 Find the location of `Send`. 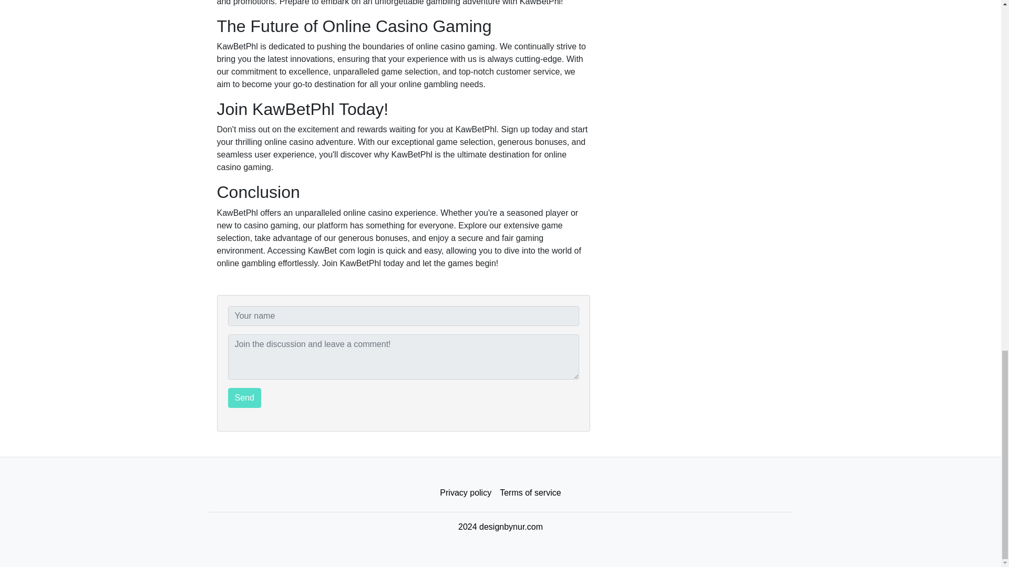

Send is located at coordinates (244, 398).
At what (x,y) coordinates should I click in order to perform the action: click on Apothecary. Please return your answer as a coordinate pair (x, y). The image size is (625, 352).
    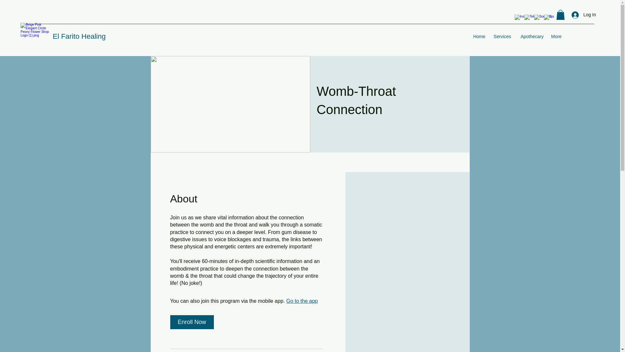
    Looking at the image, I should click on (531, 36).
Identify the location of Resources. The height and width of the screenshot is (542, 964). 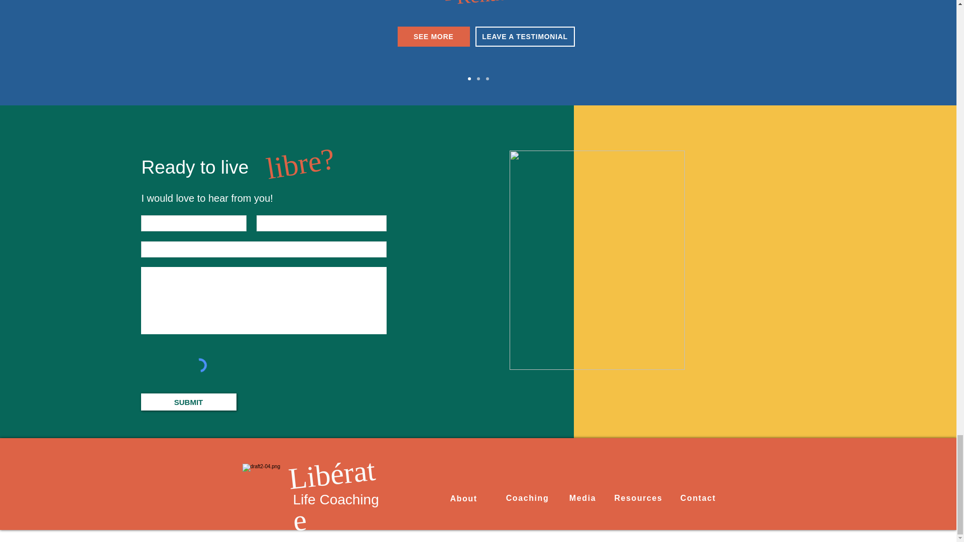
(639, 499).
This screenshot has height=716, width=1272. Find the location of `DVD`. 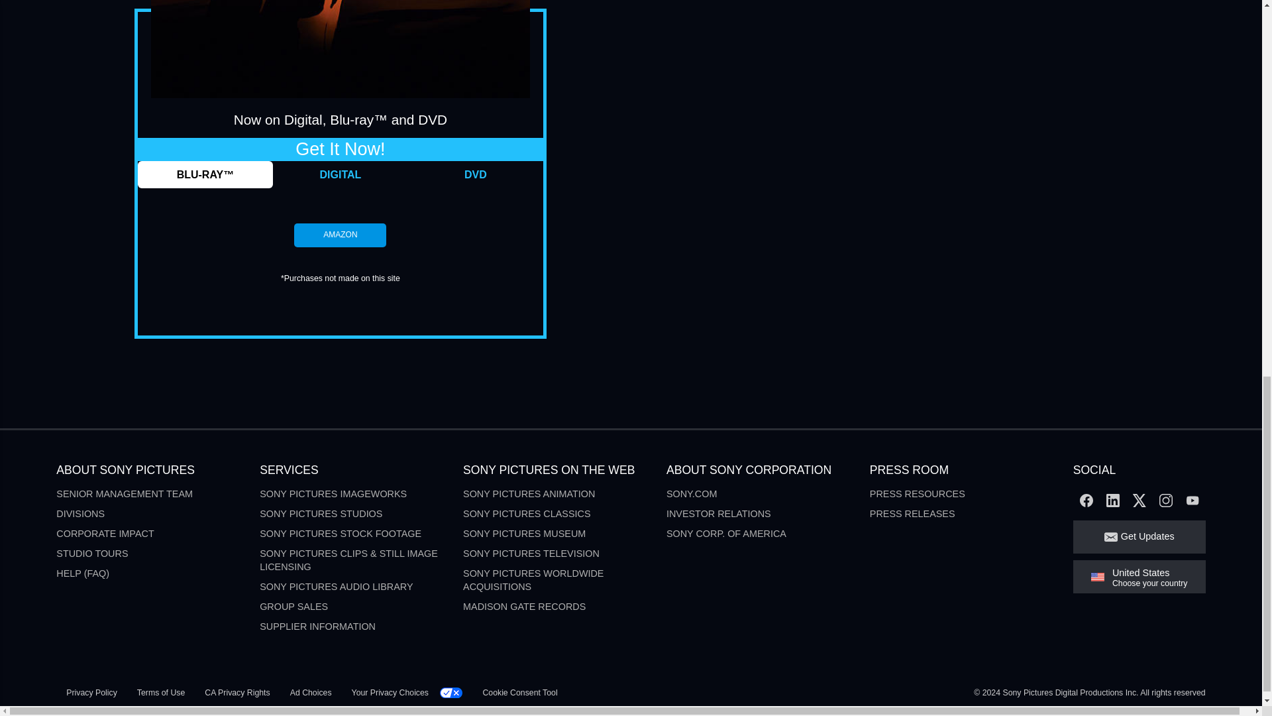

==================================================

[Your goal]
Leave every picture out and print exactly the lines from the one that contains "At what (x,y)" through the last line of the material above.

[Output for this exercise]
At what (x,y) coordinates should I click in order to perform the action: click on Apothecary. Please return your answer as a coordinate pair (x, y). The image size is (625, 352).
    Looking at the image, I should click on (531, 36).
Identify the location of Resources. The height and width of the screenshot is (542, 964). 
(639, 499).
This screenshot has height=716, width=1272. Find the location of `DVD`. 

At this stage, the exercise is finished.